Bereaved cohabitant Siobhan McLaughlin has won her case at the Supreme Court that unmarried couples should have a right to the widowed parent’s allowance.
In Re an application by Siobhan McLaughlin for Judicial Review (Northern Ireland) [2018] UKSC 48, the Supreme Court held 4-1 that the legislative requirement for marriage unjustifiably discriminated against the survivor and the children on the basis of their marital or birth status, contrary to the European Convention on Human Rights, Arts 8 and 14.

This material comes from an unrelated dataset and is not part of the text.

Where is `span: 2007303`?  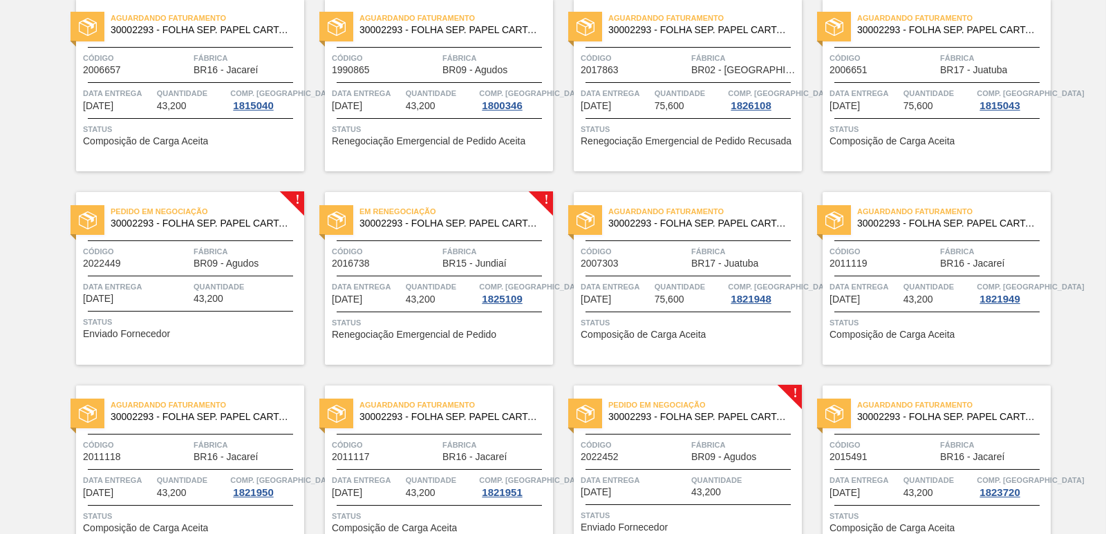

McLaughlin lived with her partner, John Adams, as man and wife for 23 years until his death in 2014, and they had four children together. State benefits made up part of the family’s income. When Mr Adams died, McLaughlin claimed bereavement payment and widowed parent’s allowance but was refused because she had not been married or in a civil partnership. Both these state benefits have a contributory element, are non-means-tested, and are based on payments by the deceased from occupational income. McLaughlin sought judicial review.

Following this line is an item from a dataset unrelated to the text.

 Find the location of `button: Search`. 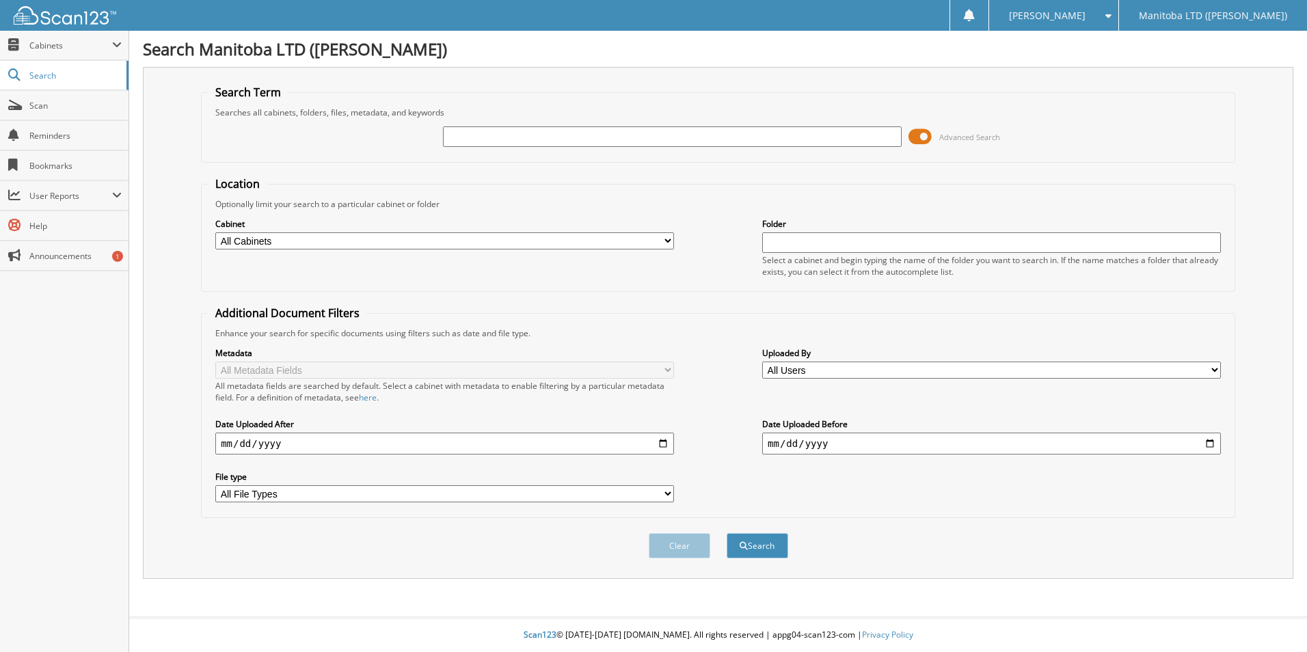

button: Search is located at coordinates (757, 545).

Delivering judgment, Lady Hale said: ‘[The widowed parent’s allowance’s] purpose must be to benefit the children. The situation of the children is thus an essential part of the comparison… had the couple been married, their treatment would be very different: their household would have significantly more to live on while their carer is in work.’
Margaret Heathcote, Chair of family justice organisation Resolution, said the decision ‘supports families and their children regardless of how those families are labelled’.
Recent estimates suggest one in eight adults in England and Wales are living together unmarried, but the couple’s legal rights when the relationship ends are widely misunderstood, she said.
She called on the government to put in place ‘minimum basic rights for these couples’. Scotland extended statutory rights to cohabiting couples in 2006 and in 2007 the Law Commission recommended reforms that would legally recognise the relationship status of these couples in England and Wales.
Maeve O’Higgins, head of family law at Burlingtons said: ‘This case highlights the very different treatment under the law between married and unmarried partners on the ending of their relationship, whether following the breakdown of their couple relationship, or the death of one of the partners. It also emphasises the continued widespread unawareness of the lack of rights for cohabiting partners.
‘In 2016 the House of Commons Work and Pensions Select Committee recommended that the bereavement benefits should be extended to cohabiting couples. The committee also pointed out that the cost of doing this could be limited to £21.6m, if bereavement benefits were extended only to those unmarried partners who (like Siobhan) were left with dependent children. The Government are now considering the implications of the Supreme Court ruling but it remains unclear if and when the law regarding bereavement benefits will be changed in favour of unmarried partners’.
Alison Penny, director, Childhood Bereavement Network, which supported the case, said: ‘While [McLaughlin] brought her case in Northern Ireland, it has implications for the rest of the UK where the wording of the eligibility criteria is the same. If current policy is in breach of the Human Rights Act in Northern Ireland, it must be in breach in the rest of the UK too.’